What the Fuck (WTF) is up with the Montana state wildlife officials these days? Now they want to make it even easier to hunt and trap wolves in their state.
Last year, just after wolves were removed from federal endangered species protection, the Montana Fish, Wildlife and Parks department (MFWP) seemed comparably tame (well, compared to Idaho anyway). Though they wasted no time in implementing the state’s first season on wolves in seventy-some years, at least they spared wolves the torment of trapping.
Ignoring 7,000 letters in support of wolves, this year they added trapping to their wolf assault and upped the original “bag limit” from one to three per trapper—before the season even started. Instead, they’re bowing to the whims and whinings of ranchers, hunters and trappers who have called for an expansion of wolf killing and more liberal rules than the state had last year, when “only” 166 wolves were ruthlessly murdered. MFWP officials responded to anti-wolf, anti-nature, anti-environmental pressure by making the 2012 season longer, eliminating most quotas and allowing wolf trapping for the first time.
The agency is now mercilessly asking for additional measures in the form of a state House Bill, HB 73. Their proposal would let hunters and trappers buy multiple tags; use electronic wolf calls; reduce the price of a non-resident tag from $350 to $50 and eliminate the potentially life-saving requirement that hunters wear fluorescent orange outside of elk and deer season. (Okay, I’ll go along with that last one—who cares if wolf hunters shoot each other?)
“We want to get a wolf bill out of the Legislature so we can implement those things that can potentially make a difference,” said FWP spokesman Ron Aasheim, adding selfishly, “More management flexibility. That’s what we want now.”
The House committee will also take up a second bill by Republican Rep. Ted (oh shit, not another Ted!) Washburn, of Bozeman, which would also limit the total number of wolves allowed to live in the entire state (we’re talking 147,046 square miles) to no more than 250. Washburn’s plan also asks for an Oct. 1-Feb. 28 wolf hunting season and an even longer season for special districts next to Yellowstone and Glacier National Parks!!
No doubt you all remember that fateful day in 2011 when congress lifted federal protections for wolves in Montana and Idaho, handing management over to those openly hostile states.
Meanwhile, the nefarious Montana state wildlife officials are currently opposing federal Threatened Species protection for the depressingly rare wolverine, down to only 35 breeding individuals in the lower 48.
Not many hunters can honestly say that they don’t mind sharing “their” elk, moose or deer with the likes of wolves, cougars or coyotes. But those few who claim to support a diversity of life need to realize that every time they purchase a hunting license and a deer or elk tag, they validate wolf hunting and trapping. To game managers, every action, right down to the purchase of ammo and camo at Outdoor World, is a show of support for their policies—including killing wolves to ensure more deer, elk, moose or caribou for hunters to “harvest.”
A far cry from living up to their laughably undeserved reputation as the “best environmentalists,” hunters are just foot-soldiers carrying out a hackneyed game department program of “harvesting” ungulates and “controlling” predators. It’s an agenda based not on science or the time-tested mechanisms of nature, but on the self-serving wants of a single species—Homo fucking sapiens (HFS). Modern hunting is about as anti-environmental as mining, clear-cut logging, commercial fishing or factory farming.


- _Exercise aim_
Retype each of the records below exactly, leaving the pictures out.
___ Data to process
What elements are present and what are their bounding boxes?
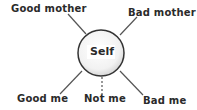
connector-good-me: [60, 71, 82, 94]
label-not-me: Not me: [84, 93, 126, 104]
label-bad-me: Bad me: [143, 95, 186, 106]
connector-bad-mother: [120, 17, 137, 35]
label-bad-mother: Bad mother: [128, 7, 196, 18]
connector-bad-me: [120, 71, 143, 95]
self-label: Self: [90, 45, 114, 58]
label-good-mother: Good mother: [11, 3, 87, 14]
label-good-me: Good me: [17, 93, 68, 104]
connector-good-mother: [68, 14, 86, 34]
______
- _Output below_
What elements are present and what are their bounding boxes?
connector-good-me: [60, 71, 82, 94]
label-not-me: Not me: [84, 93, 126, 104]
label-bad-me: Bad me: [143, 95, 186, 106]
connector-bad-mother: [120, 17, 137, 35]
label-bad-mother: Bad mother: [128, 7, 196, 18]
connector-bad-me: [120, 71, 143, 95]
self-label: Self: [90, 45, 114, 58]
label-good-mother: Good mother: [11, 3, 87, 14]
label-good-me: Good me: [17, 93, 68, 104]
connector-good-mother: [68, 14, 86, 34]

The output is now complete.